The 19-year prison term for Duch, one of the most reviled officials in Pol Pot’s Khmer Rouge regime, has infuriated millions of Cambodians. The verdict, for Duch’s role in as many as 14,000 deaths, was supposed to meet international standards of justice but clearly fell short. Among the outraged is an otherwise calm and composed Canadian author whose latest novel is set in Cambodia and is a haunting testament to the nation’s collective pain.
Ajay Singh
Ajay Singh is a writer, former tea planter and chicken farmer who began his career in journalism at the New Delhi bureau of the Asian Wall Street Journal in 1988. Since then, he has worked as a reporter for the Associated Press, Time Inc.’s Hong Kong-based newsweekly Asiaweek, and India’s leading newsweekly India Today.

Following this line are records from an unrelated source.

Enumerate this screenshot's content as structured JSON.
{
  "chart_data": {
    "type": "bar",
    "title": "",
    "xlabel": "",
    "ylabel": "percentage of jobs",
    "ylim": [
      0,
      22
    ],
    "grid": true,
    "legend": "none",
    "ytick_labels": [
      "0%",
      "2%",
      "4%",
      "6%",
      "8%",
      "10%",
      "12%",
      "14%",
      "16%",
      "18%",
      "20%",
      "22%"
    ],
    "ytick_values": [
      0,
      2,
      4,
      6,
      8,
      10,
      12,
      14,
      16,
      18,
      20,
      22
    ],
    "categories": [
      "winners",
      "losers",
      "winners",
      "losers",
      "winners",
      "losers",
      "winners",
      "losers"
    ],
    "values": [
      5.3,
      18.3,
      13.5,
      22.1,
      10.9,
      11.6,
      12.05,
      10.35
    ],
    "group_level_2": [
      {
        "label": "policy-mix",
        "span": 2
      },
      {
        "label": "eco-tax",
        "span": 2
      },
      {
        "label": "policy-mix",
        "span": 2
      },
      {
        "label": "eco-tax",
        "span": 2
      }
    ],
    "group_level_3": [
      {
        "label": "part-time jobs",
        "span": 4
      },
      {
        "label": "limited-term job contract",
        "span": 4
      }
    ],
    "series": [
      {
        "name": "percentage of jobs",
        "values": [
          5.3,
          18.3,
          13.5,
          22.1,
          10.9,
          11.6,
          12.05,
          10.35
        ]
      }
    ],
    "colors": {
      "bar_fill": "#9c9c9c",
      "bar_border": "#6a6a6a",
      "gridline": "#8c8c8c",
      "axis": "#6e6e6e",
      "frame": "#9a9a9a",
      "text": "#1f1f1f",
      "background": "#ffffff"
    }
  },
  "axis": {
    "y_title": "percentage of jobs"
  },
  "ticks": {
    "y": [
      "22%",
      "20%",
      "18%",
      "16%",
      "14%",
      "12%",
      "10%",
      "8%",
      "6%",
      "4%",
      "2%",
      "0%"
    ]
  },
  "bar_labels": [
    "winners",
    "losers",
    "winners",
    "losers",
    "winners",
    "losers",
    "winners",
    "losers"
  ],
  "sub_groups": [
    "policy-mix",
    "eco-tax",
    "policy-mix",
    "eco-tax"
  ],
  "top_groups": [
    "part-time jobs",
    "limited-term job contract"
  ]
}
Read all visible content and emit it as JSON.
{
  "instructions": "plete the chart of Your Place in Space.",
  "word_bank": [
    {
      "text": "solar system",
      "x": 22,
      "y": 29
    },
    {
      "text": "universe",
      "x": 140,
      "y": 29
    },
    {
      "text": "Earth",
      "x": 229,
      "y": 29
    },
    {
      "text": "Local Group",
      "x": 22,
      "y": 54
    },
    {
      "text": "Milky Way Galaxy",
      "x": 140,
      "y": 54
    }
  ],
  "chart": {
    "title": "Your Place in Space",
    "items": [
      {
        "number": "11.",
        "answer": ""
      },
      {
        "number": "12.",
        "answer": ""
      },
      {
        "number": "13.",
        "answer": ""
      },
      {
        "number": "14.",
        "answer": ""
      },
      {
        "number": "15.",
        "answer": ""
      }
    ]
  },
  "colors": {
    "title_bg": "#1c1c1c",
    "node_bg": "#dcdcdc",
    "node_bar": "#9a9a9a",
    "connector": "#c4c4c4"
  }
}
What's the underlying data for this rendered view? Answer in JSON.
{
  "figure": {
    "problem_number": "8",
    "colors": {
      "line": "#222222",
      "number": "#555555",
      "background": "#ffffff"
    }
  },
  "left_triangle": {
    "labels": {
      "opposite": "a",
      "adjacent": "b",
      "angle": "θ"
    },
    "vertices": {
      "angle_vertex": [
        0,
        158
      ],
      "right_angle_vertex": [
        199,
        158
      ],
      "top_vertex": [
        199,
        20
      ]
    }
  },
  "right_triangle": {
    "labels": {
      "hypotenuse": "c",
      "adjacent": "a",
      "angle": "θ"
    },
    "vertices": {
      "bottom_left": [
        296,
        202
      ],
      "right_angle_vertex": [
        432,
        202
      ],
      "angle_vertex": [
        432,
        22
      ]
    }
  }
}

Singh is also the author of “Give ’Em Hell, Hari,” a postcolonial East-West comedy that was Waterstone Book of the Month in Britain in March 1996 and on the bestseller lists in Hong Kong, Ireland and Scotland.
Who Flu Over Cuckoo’s Nest?
Every few decades, a flu pandemic spreads westward from Asia. The last one, in 1968, was relatively mild - and we have yet to see the full damage caused by the swine flu outbreak. But the next pandemic is inevitable - and it’s likely to come from China.
Kashmir Ambush
The Kashmir conflict between India and Pakistan has long transcended regional boundaries. But since 9/11, and especially since the 2008 Pakistan-sponsored terrorist attacks in Mumbai, the Kashmiri ‘Paradise on Earth’ has become much less geopolitically important than the West’s war against Islamic extremism. To win that battle, Pakistan must not no longer be allowed to use Kashmir as a weapon of regional terrorism.
India Shining?
What does Louisiana’s Republican governor, Bobby Jindal, have in common with the Democratic U.S. Surgeon General-designate Sanjay Gupta? They’re both Americans of Indian descent.
Tibetan Blunder
Tibetans and their supporters worldwide have taken to the streets in record numbers lately to protest human rights abuses in China and the 58-year-old Chinese occupation of Tibet. Over the years, a lot of things have stood between Beijing’s dictatorial rule and Tibet’s freedom — but you’d never guess the most formidable barrier: The Dalai Lama himself.
Belief Above All
Long before Europe’s enlightenment and centuries before Gautama Buddha renounced his princely life and set out to solve the riddle of human suffering, a band of ascetics in India offered hope and redemption to the masses.